His gym in Chicago, he meant. She smiled and sat down to pull her skates out of her bag and put them on. She’d thought he might reconsider living in a small town. But that was unrealistic, like the hope that he might give up a profession he loved for her. However, she thought, she had today. She was going to live every second of it. It would be something to carry her through lonely cold winter nights for the rest of her life.

They skated, lazily circling the rink, holding hands. It was cold, but they were laughing as they went around and around the huge oval. It was tiring exercise. Annalisa had forgotten how much work it was to skate. By the time she took off her skates and packed them up, and he returned his rentals, they were both rosy cheeked and laughing.

“That was so much fun,” she told him. “I haven’t skated for a long time.”

“It was fun. And now,” he said with twinkling eyes, “for sushi!”

He took her to the little Japanese restaurant he’d found and they ate sushi and drank hot jasmine tea while he talked to her about his life in Chicago.

“It sounds lonely,” she said involuntarily, when he got to the part about what he did on Sundays, which was to lie around and read the Sunday paper and watch movies on Amazon Prime.

“It is lonely,” he confessed after a minute. His dark eyes lifted to her light ones. “I have no one to talk to. I’m pretty much a loner, even when I’m with the guys at work. They’re talking about kids and baseball games and amusement parks with their families. I’m talking about a case I’m working on.”

“It’s that way with me, too,” she confessed. “I don’t get out much. I like to watch movies or the Weather Channel or the History Channel.”

He smiled. “Another weather geek,” he teased.

“Hey, weather is interesting,” she protested.

He pulled out his smartphone, turned it on, and handed it to her. He had about a dozen weather apps. She laughed with pure delight as she handed it back.
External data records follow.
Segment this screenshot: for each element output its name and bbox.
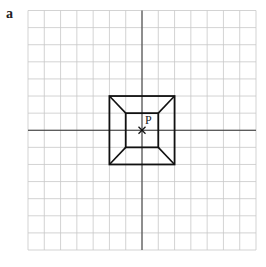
panel-label: a — [6, 6, 13, 22]
grid-diagram — [0, 0, 266, 267]
corner-edge — [158, 147, 174, 164]
point-p-label: P — [145, 113, 152, 128]
figure: a P — [0, 0, 266, 267]
corner-edge — [109, 96, 125, 113]
corner-edge — [109, 147, 125, 164]
corner-edge — [158, 96, 174, 113]
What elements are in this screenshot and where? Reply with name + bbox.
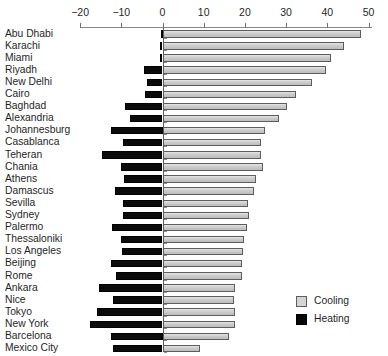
row-tick <box>164 62 167 63</box>
cooling-bar <box>163 345 200 352</box>
bar-row: Palermo <box>0 222 388 234</box>
category-label-text: Athens <box>5 173 37 185</box>
category-label-text: Karachi <box>5 40 40 52</box>
heating-bar <box>121 236 162 243</box>
x-axis: −20−1001020304050 <box>0 0 388 30</box>
category-label-text: Rome <box>5 270 32 282</box>
cooling-bar <box>163 91 296 98</box>
row-tick <box>164 195 167 196</box>
category-label-text: Palermo <box>5 221 43 233</box>
heating-bar <box>113 296 163 303</box>
row-tick <box>164 74 167 75</box>
row-tick <box>164 255 167 256</box>
category-label-text: Beijing <box>5 257 36 269</box>
row-tick <box>164 304 167 305</box>
row-tick <box>164 122 167 123</box>
bar-row: New Delhi <box>0 76 388 88</box>
cooling-bar <box>163 42 344 49</box>
heating-bar <box>130 115 162 122</box>
cooling-bar <box>163 175 257 182</box>
cooling-bar <box>163 103 287 110</box>
heating-swatch-icon <box>296 314 307 325</box>
heating-bar <box>111 260 163 267</box>
category-label-text: Sydney <box>5 209 39 221</box>
cooling-bar <box>163 66 326 73</box>
bar-row: Teheran <box>0 149 388 161</box>
heating-bar <box>145 91 162 98</box>
legend-item-heating: Heating <box>296 310 384 328</box>
cooling-bar <box>163 333 230 340</box>
legend-label-cooling: Cooling <box>314 295 349 307</box>
heating-bar <box>123 139 163 146</box>
bar-row: Mexico City <box>0 343 388 355</box>
heating-bar <box>121 163 163 170</box>
category-label-text: Abu Dhabi <box>5 28 53 40</box>
cooling-bar <box>163 54 332 61</box>
row-tick <box>164 146 167 147</box>
legend-label-heating: Heating <box>314 313 350 325</box>
category-label-text: Thessaloniki <box>5 233 62 245</box>
row-tick <box>164 267 167 268</box>
cooling-bar <box>163 272 243 279</box>
row-tick <box>164 316 167 317</box>
bar-row: Karachi <box>0 40 388 52</box>
row-tick <box>164 207 167 208</box>
bar-row: Barcelona <box>0 331 388 343</box>
heating-bar <box>147 79 162 86</box>
cooling-bar <box>163 127 265 134</box>
heating-bar <box>115 187 162 194</box>
category-label-text: Damascus <box>5 185 54 197</box>
heating-bar <box>123 200 163 207</box>
heating-bar <box>144 66 163 73</box>
cooling-bar <box>163 115 279 122</box>
row-tick <box>164 159 167 160</box>
category-label-text: Tokyo <box>5 306 32 318</box>
category-label-text: Cairo <box>5 88 30 100</box>
row-tick <box>164 280 167 281</box>
category-label-text: Riyadh <box>5 64 37 76</box>
cooling-bar <box>163 187 254 194</box>
category-label-text: Barcelona <box>5 330 51 342</box>
category-label-text: Mexico City <box>5 342 58 354</box>
axis-tick-label: 50 <box>363 7 375 18</box>
cooling-bar <box>163 151 261 158</box>
bar-row: Damascus <box>0 185 388 197</box>
row-tick <box>164 183 167 184</box>
bar-row: Beijing <box>0 258 388 270</box>
axis-tick-label: −10 <box>112 7 130 18</box>
cooling-bar <box>163 248 243 255</box>
row-tick <box>164 340 167 341</box>
heating-bar <box>99 284 162 291</box>
cooling-bar <box>163 236 244 243</box>
row-tick <box>164 86 167 87</box>
cooling-bar <box>163 163 263 170</box>
cooling-bar <box>163 308 236 315</box>
category-label-text: Miami <box>5 52 32 64</box>
cooling-bar <box>163 224 247 231</box>
bar-row: Sydney <box>0 210 388 222</box>
heating-bar <box>124 175 163 182</box>
category-label-text: New York <box>5 318 49 330</box>
heating-bar <box>111 333 163 340</box>
category-label-text: Alexandria <box>5 112 54 124</box>
heating-bar <box>102 151 162 158</box>
heating-bar <box>161 30 163 37</box>
axis-tick-label: 10 <box>198 7 210 18</box>
row-tick <box>164 352 167 353</box>
bar-row: Sevilla <box>0 197 388 209</box>
row-tick <box>164 171 167 172</box>
bar-row: Los Angeles <box>0 246 388 258</box>
cooling-bar <box>163 139 261 146</box>
bar-row: Baghdad <box>0 101 388 113</box>
bar-row: Johannesburg <box>0 125 388 137</box>
bar-row: Rome <box>0 270 388 282</box>
category-label-text: Casablanca <box>5 136 59 148</box>
row-tick <box>164 231 167 232</box>
row-tick <box>164 98 167 99</box>
heating-bar <box>113 345 163 352</box>
heating-bar <box>111 127 163 134</box>
cooling-bar <box>163 79 313 86</box>
category-label-text: New Delhi <box>5 76 52 88</box>
cooling-swatch-icon <box>296 296 307 307</box>
row-tick <box>164 38 167 39</box>
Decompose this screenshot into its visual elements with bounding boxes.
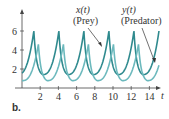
predator-annotation-arrow: [142, 28, 154, 60]
x-tick-label: 6: [74, 91, 79, 102]
prey-annotation-arrow: [88, 28, 101, 45]
predator-prey-chart: 2468101214 246 t x(t) (Prey) y(t) (Preda…: [0, 0, 169, 119]
x-tick-label: 4: [56, 91, 61, 102]
x-axis-label: t: [161, 90, 164, 101]
y-tick-label: 4: [12, 45, 17, 56]
panel-label: b.: [12, 102, 21, 113]
y-axis-arrow-icon: [20, 9, 24, 14]
predator-curve: [22, 44, 159, 80]
y-tick-label: 2: [12, 64, 17, 75]
x-tick-label: 8: [92, 91, 97, 102]
predator-annotation-line2: (Predator): [121, 15, 162, 27]
x-tick-label: 2: [38, 91, 43, 102]
x-tick-label: 12: [126, 91, 136, 102]
x-tick-label: 14: [144, 91, 154, 102]
prey-annotation-line2: (Prey): [73, 15, 98, 27]
y-tick-label: 6: [12, 26, 17, 37]
prey-arrowhead-icon: [98, 42, 102, 47]
x-tick-label: 10: [108, 91, 118, 102]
“I should show you mine, I guess. Turnabout’s fair play.” She handed it over. Along with the half dozen weather apps, she had language apps, including Chinese.

“Chinese?” he exclaimed, returning the phone to her.

“It’s a beautiful language,” she protested. “I found this app by accident and then I just sort of fell into doing it every day. I’ve been at it for two years. I don’t think I’ll ever get the tones just right because there are four and they’re very specific, but I can read some of it.”

He laughed. “I speak Russian and German,” he replied.

“Isn’t it a small world?” she asked.

“Small, indeed.” He glanced at his watch and grimaced. “We’d better get back before you fall down and go to sleep,” he said. “You’ve been up all night.”

“I wouldn’t have missed it for the world,” she said, her face coloring faintly.

He drew in a breath. “Honey, neither would I,” he said, his deep voice soft with feeling.

They stared at each other for a long moment. He managed to pull his eyes away. “We’d better get going,” he said.

* * *

It was dark when they got back to Raven Springs.